[LinuxBIOS] "Trivial" patches

Carl-Daniel Hailfinger c-d.hailfinger.devel.2006 at gmx.net
Sat Nov 24 02:24:36 CET 2007


On 21.11.2007 00:30, Torsten Duwe wrote:
> On Tuesday 20 November 2007, Uwe Hermann wrote:
>   
>> On Tue, Nov 20, 2007 at 07:40:26PM +0100, Carl-Daniel Hailfinger wrote:
>>     
>>> OK, can we decide on what should be (not) allowed, preferably as regexp
>>> for the diff?
>>>       
>>
>>> Checking for added files in the commit hook is easy. [...]
>>>       
>
>> Overkill, IMO. Just flame whoever did crap, in the worst case we revert
>> the patch.
>>     
>
> Seconded.
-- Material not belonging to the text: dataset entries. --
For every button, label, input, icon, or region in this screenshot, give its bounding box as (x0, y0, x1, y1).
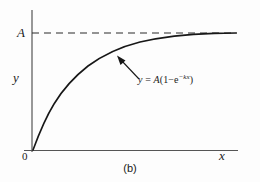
figure-caption: (b) (0, 163, 260, 174)
y-axis-label: y (13, 71, 19, 84)
equation-equals: = (143, 74, 154, 85)
annotation-arrow-shaft (121, 60, 139, 79)
equation-body: (1−e (160, 74, 179, 85)
x-axis-label: x (219, 149, 225, 162)
equation-exponent: −kx (179, 73, 190, 81)
equation-close-paren: ) (190, 74, 193, 85)
exponential-curve (33, 33, 236, 150)
exponential-saturation-figure: A y x 0 y = A(1−e−kx) (b) (0, 0, 260, 182)
asymptote-label-A: A (17, 26, 25, 39)
origin-label: 0 (22, 151, 28, 162)
curve-equation-annotation: y = A(1−e−kx) (138, 75, 193, 85)
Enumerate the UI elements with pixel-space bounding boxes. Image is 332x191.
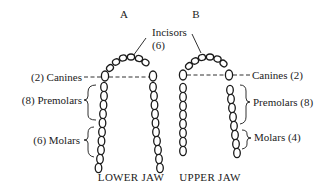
- lower-jaw-caption: LOWER JAW: [98, 171, 165, 183]
- canines-label-a: (2) Canines: [31, 71, 82, 84]
- incisors-label: Incisors: [152, 26, 187, 38]
- premolars-brace-b: [240, 85, 250, 124]
- premolars-brace-a: [84, 85, 96, 120]
- upper-jaw-caption: UPPER JAW: [179, 171, 241, 183]
- upper-jaw-teeth: [179, 54, 240, 158]
- canines-label-b: Canines (2): [252, 69, 303, 82]
- panel-a-letter: A: [120, 8, 128, 20]
- molars-brace-a: [84, 127, 94, 157]
- panel-b-letter: B: [192, 8, 199, 20]
- incisors-pointer-a: [133, 38, 146, 56]
- incisors-pointer-b: [192, 34, 201, 53]
- premolars-label-a: (8) Premolars: [22, 94, 82, 107]
- molars-brace-b: [242, 130, 251, 149]
- lower-jaw-teeth: [95, 54, 163, 173]
- premolars-label-b: Premolars (8): [253, 96, 314, 109]
- molars-label-a: (6) Molars: [33, 134, 80, 147]
- incisors-count-label: (6): [152, 39, 165, 52]
- dentition-diagram: A B Incisors (6): [0, 0, 332, 191]
- molars-label-b: Molars (4): [254, 131, 301, 144]
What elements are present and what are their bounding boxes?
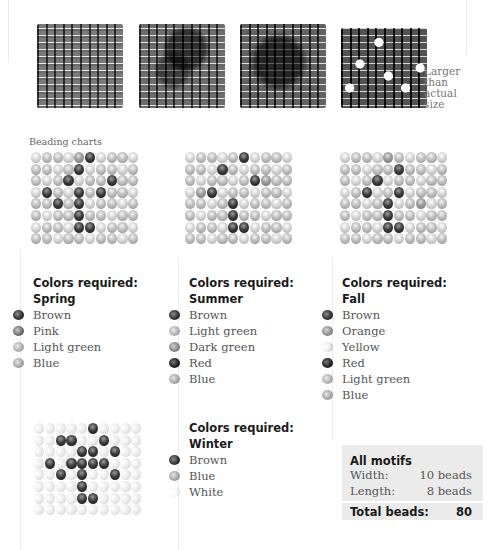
bead-icon [394, 175, 404, 186]
bead-icon [437, 187, 447, 198]
legend-season: Fall [342, 291, 447, 307]
dark-bead-icon [394, 187, 404, 198]
bead-icon [228, 233, 238, 244]
bead-icon [110, 493, 120, 504]
bead-icon [416, 164, 426, 175]
blue-bead-icon [169, 471, 180, 481]
bead-icon [239, 164, 249, 175]
bead-icon [372, 152, 382, 163]
width-value: 10 beads [419, 468, 472, 482]
spring-color-legend: Colors required: Spring BrownPinkLight g… [33, 275, 138, 371]
bead-icon [196, 175, 206, 186]
bead-icon [31, 233, 41, 244]
bead-icon [282, 198, 292, 209]
bead-icon [196, 233, 206, 244]
legend-color-label: Brown [342, 308, 380, 322]
spring-bead-photo [37, 24, 123, 108]
legend-color-label: Blue [33, 356, 59, 370]
dark-bead-icon [228, 222, 238, 233]
bead-icon [110, 504, 120, 515]
bead-icon [351, 222, 361, 233]
bead-icon [351, 175, 361, 186]
bead-icon [45, 481, 55, 492]
bead-icon [405, 175, 415, 186]
bead-icon [85, 233, 95, 244]
bead-icon [271, 187, 281, 198]
bead-icon [261, 175, 271, 186]
bead-icon [362, 198, 372, 209]
fall-color-legend: Colors required: Fall BrownOrangeYellowR… [342, 275, 447, 403]
dark-bead-icon [394, 222, 404, 233]
summary-width: Width: 10 beads [350, 468, 472, 482]
bead-icon [239, 198, 249, 209]
blue-bead-icon [13, 358, 24, 368]
bead-icon [383, 175, 393, 186]
bead-icon [117, 222, 127, 233]
bead-icon [362, 152, 372, 163]
bead-icon [99, 446, 109, 457]
bead-icon [351, 233, 361, 244]
bead-icon [239, 187, 249, 198]
bead-icon [362, 210, 372, 221]
legend-color-label: Blue [189, 469, 215, 483]
yellow-bead-icon [322, 342, 333, 352]
bead-icon [250, 210, 260, 221]
bead-icon [117, 233, 127, 244]
bead-icon [42, 210, 52, 221]
bead-icon [261, 152, 271, 163]
legend-color-label: Blue [189, 372, 215, 386]
bead-icon [120, 469, 130, 480]
lightgreen-bead-icon [322, 374, 333, 384]
bead-icon [250, 198, 260, 209]
legend-color-brown: Brown [189, 452, 294, 468]
dark-bead-icon [110, 469, 120, 480]
red-bead-icon [169, 358, 180, 368]
dark-bead-icon [239, 152, 249, 163]
bead-icon [426, 164, 436, 175]
length-label: Length: [350, 484, 395, 498]
legend-color-label: Red [189, 356, 212, 370]
bead-icon [383, 187, 393, 198]
bead-icon [282, 233, 292, 244]
bead-icon [437, 164, 447, 175]
bead-icon [131, 504, 141, 515]
bead-icon [107, 210, 117, 221]
bead-icon [239, 233, 249, 244]
bead-icon [261, 187, 271, 198]
bead-icon [131, 423, 141, 434]
bead-icon [74, 233, 84, 244]
bead-icon [53, 164, 63, 175]
bead-icon [282, 175, 292, 186]
legend-season: Spring [33, 291, 138, 307]
fall-bead-chart [340, 152, 448, 245]
dark-bead-icon [383, 210, 393, 221]
spring-bead-chart [31, 152, 139, 245]
column-divider [20, 250, 21, 550]
bead-icon [131, 446, 141, 457]
bead-icon [107, 198, 117, 209]
bead-icon [107, 233, 117, 244]
bead-icon [66, 446, 76, 457]
bead-icon [34, 423, 44, 434]
bead-icon [56, 493, 66, 504]
bead-icon [217, 233, 227, 244]
bead-icon [74, 175, 84, 186]
legend-season: Winter [189, 436, 294, 452]
bead-icon [372, 222, 382, 233]
bead-icon [96, 152, 106, 163]
bead-icon [282, 152, 292, 163]
dark-bead-icon [96, 187, 106, 198]
bead-icon [340, 222, 350, 233]
bead-icon [271, 233, 281, 244]
bead-icon [99, 469, 109, 480]
legend-color-orange: Orange [342, 323, 447, 339]
bead-icon [120, 481, 130, 492]
bead-icon [110, 423, 120, 434]
legend-color-brown: Brown [342, 307, 447, 323]
bead-icon [185, 210, 195, 221]
dark-bead-icon [239, 222, 249, 233]
legend-color-label: Red [342, 356, 365, 370]
bead-icon [128, 152, 138, 163]
bead-icon [88, 504, 98, 515]
dark-bead-icon [362, 187, 372, 198]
A "trivial" patch must _never_ break anything. Leave that basically 
> to each committer's judgement. If it does break something, flame at will; we 
> all make mistakes, but the blame must hurt ;-) In the long run, someone 
> incapable of forseeing such breakage should not retain commit rights, IMHO.
>   

Removing commit rights of a person is surely a drastic measure, and the
only one that works in case we don't enforce sane behaviour in the
commit hooks. If I had my commit rights revoked, I'd probably feel
offended very much.

> Besides that, do we agree that at least adding a new function or macro is 
> non-trivial (by definition, if you like)? This would also cover refactoring 
> and the design of new subsystems and would allow to split out a new file from 
> an existing big one OTOH.
>   

By that logic, adding a new file is non-trivial as well. Nice. The
conditions above surely can be checked in a commit hook.